When Oscar finally kept to himself and refused to see his old Mabini friends, he developed a new set of friends, many of them diplomats, or he renewed ties with those who had nothing to do with the scandal that made him retreat to an inner world. This was a more subdued Oscar, no longer flamboyant, but still elegant and sophisticated.
One of them was Bing Nieva Carrion, former sales director of the Manila Pen who later became the first woman assistant vice president of Coca-Cola Bottlers Philippines. Now a prolific coffee table book creator, publisher and author, Bing first met Oscar when he used to frequent the Manila Pen Lobby in the mid 1970s. Years later, when Bing was busy with her Seagull Philippines publishing house, she and Oscar bumped into each other.
“He immediately invited me to dinner the same week,” she recalls. We met at the lobby of the Peninsula Manila, and with my son Aris, we had dinner at L’Incontro, his favorite Italian restaurant located along Nicanor Garcia in Makati.
Over pasta and red wine, he urged Bing to write his story and produce a big coffee table book, which would contain all his life’s works. She now remembers him to be a “gentleman of the old world, always fun and properly dressed. He would ask me, ‘Dahlin’ Bing, where are we dining tonight?’”

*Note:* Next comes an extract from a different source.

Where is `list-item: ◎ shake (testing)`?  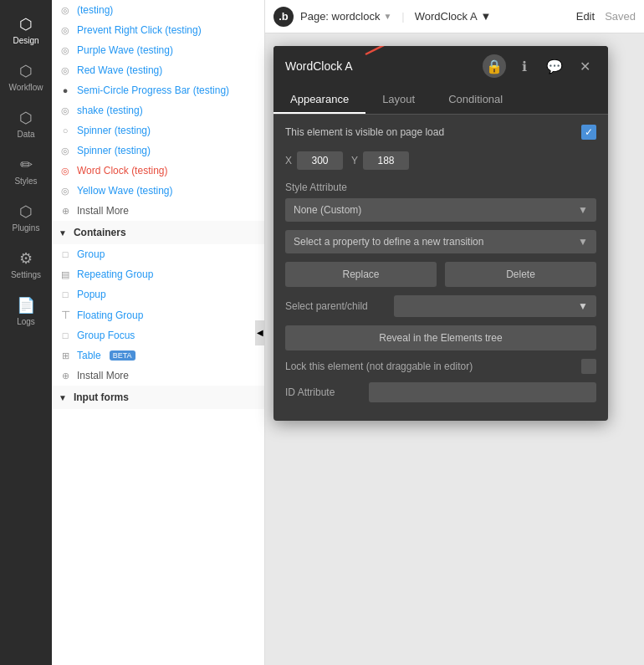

Art patron Danny Dolor, Zalameda’s friend and collector, takes pride in a painting that the artist gave him for it includes a dedication, written in long hand, that says: “A Danny, Avec tautes mes sinceres amitres. Oscar.” It’s dated 8/20/68. The work was part of the artist’s sailboat series. At home, Dolor has eight Zalamedas that include “Heat of the Night,” depicting a couple making love; “Mango Vendors”; and the “Long Wait,” showing a naked man and a woman taking a rest from their nocturnal activities.

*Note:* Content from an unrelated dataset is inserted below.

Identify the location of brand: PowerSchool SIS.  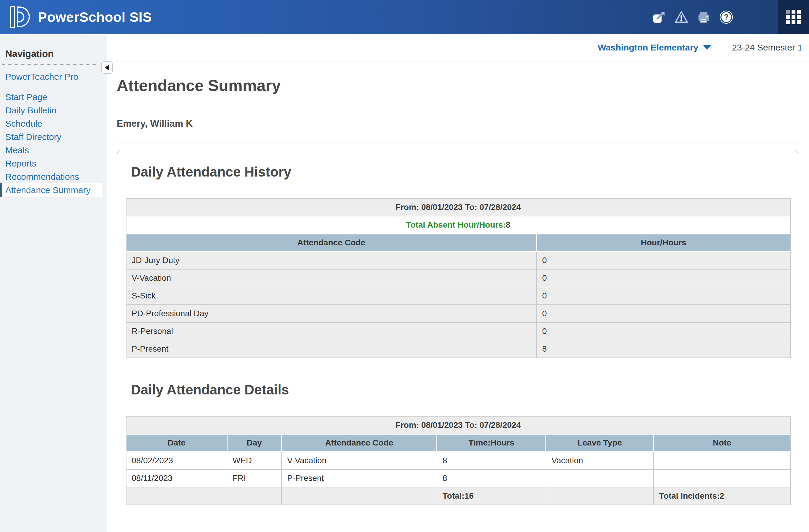
(76, 17).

It is said of Oscar that he was a generous man. He is known to have helped in the education of his relatives. His townsmen came, too, to seek his help. He did not refuse them. He was a caring townsman and relative and if they saw his occasional moods or histrionics, expressive as he was, they chalked it up to his artistry.
PARALYZED AFTER A STROKE
When he suffered from a cere-bral stroke that rendered half of his body paralyzed, and his doctor in Manila advised that he be brought home to the province, his kin took care of him. His maternal nephew, Noel Deveza, became his companion at home. It was out of affection that they cared for him. Back in Lucban, he was considered a treasure. In his heyday, he brought friends from Manila for the Pahiyas Festival. They all stayed in the beautiful house that he built.
As the news of his demise circulated, the friends from whose company he retreated at the height of the scandal that rocked Manila’s polite, but sometimes bitchy, society, could only say good words about him. He was, after all, a true friend to them.
They remember that he had come home in the 1960s, after having exhibited in Beirut, Rome, Mexico, Paris, San Francisco, Beverly Hills and New York. His works, moreover, are in the collections of the Guggenheim Foundation, Count of Bourbon-Parma, Baron Alix de Rothschild, Prince Carol de Hohenzollerns, Galerie Jeanne Bucher, among others. They recall that he received such prestigious awards as the Prix de les Critiques I Paris, the Premio Internationale dela Pesca in Italy, the Priz die Lusel in Hamburg, the Art League of California Award in San Francisco, among others. Of course, back home, just recently, he received the Presidential Medal of Merit from then President Gloria Macapagal Arroyo. The collectors, moreover, are taking a second and third look at their Zalamedas, and are trying to determine the difference between the artist’s original works and the similar works of a certain Oscar Salita, who, a collector says, “copied Zalameda but never equaled him.” It is said that Salita was hated and despised by Zalameda, next only to you-know-who.
On the other hand, tongues have begun to wag again. But who cares when, Dahlin’, Zalameda is up there. He loved them and they loved him. In the end, it is all that matters.